What made these three British teens join ISIS?

The World
From left: Kadiza Sultana, Shamima Begum and Amira Abase passing through security at an airport in England en route to join ISIS.

On February 17, 2015, three young British women made a journey that shocked the world. They snuck away from their families and flew to Turkey, on the first leg of a journey to Syria to join ISIS. They were just 15 and 16.

Since then, their families and communities have been struggling to figure out why.

Amira Abase, Shamima Begum and Kadiza Sultana were from the predominantly Muslim neighborhood of Bethnal Green in east London. The New York Times has now published an investigation into their departure.

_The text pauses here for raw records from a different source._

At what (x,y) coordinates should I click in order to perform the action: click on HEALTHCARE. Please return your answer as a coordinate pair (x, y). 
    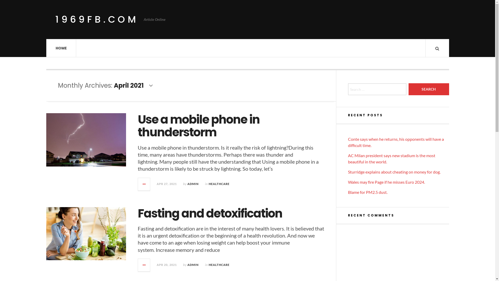
    Looking at the image, I should click on (219, 183).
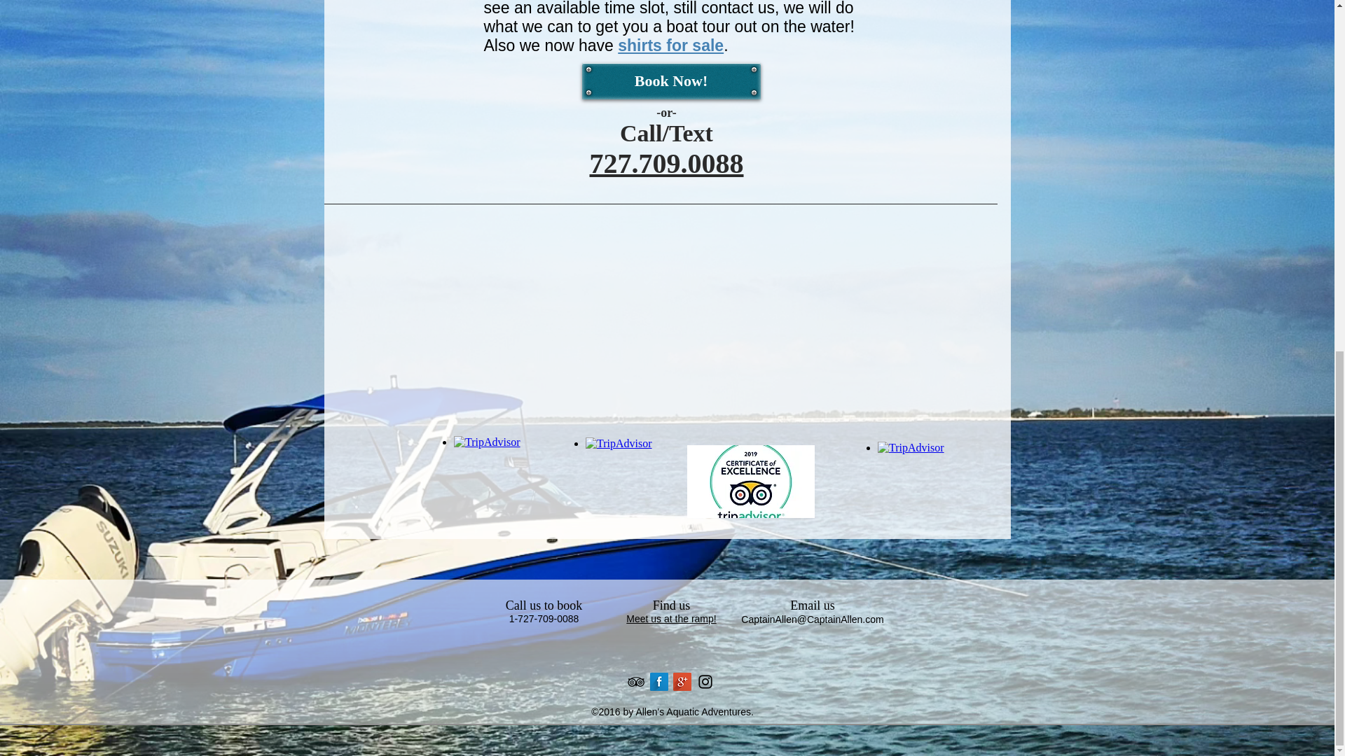 The height and width of the screenshot is (756, 1345). Describe the element at coordinates (486, 482) in the screenshot. I see `Embedded Content` at that location.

“I think what we’re talking about is a lot of identity issues here,” says Mona el-Naggar, who produced a video to accompany the story. She spent several weeks in the community and found a strong conservative Islamic element in the community. “[These] young people are raised with a strong sense of religious identity, and that can sometimes feel like it’s at odds with the bigger Western world that they’re in.”

The Times reports:

Perhaps that is why everyone failed to respond to the many signs that foreshadowed their dark turn. The families, who noticed the girls’ behavior changing, attributed it to teenage whims; school staff members, who saw their homework deteriorate, failed to inform the parents or intervene; the police, who spoke to the girls twice about their friend who had traveled to Syria, also never notified the parents.”

“They were smart, popular girls from a world in which teenage rebellion is expressed through a radical religiosity that questions everything around them. In this world, the counterculture is conservative. Islam is punk rock. The head scarf is liberating.”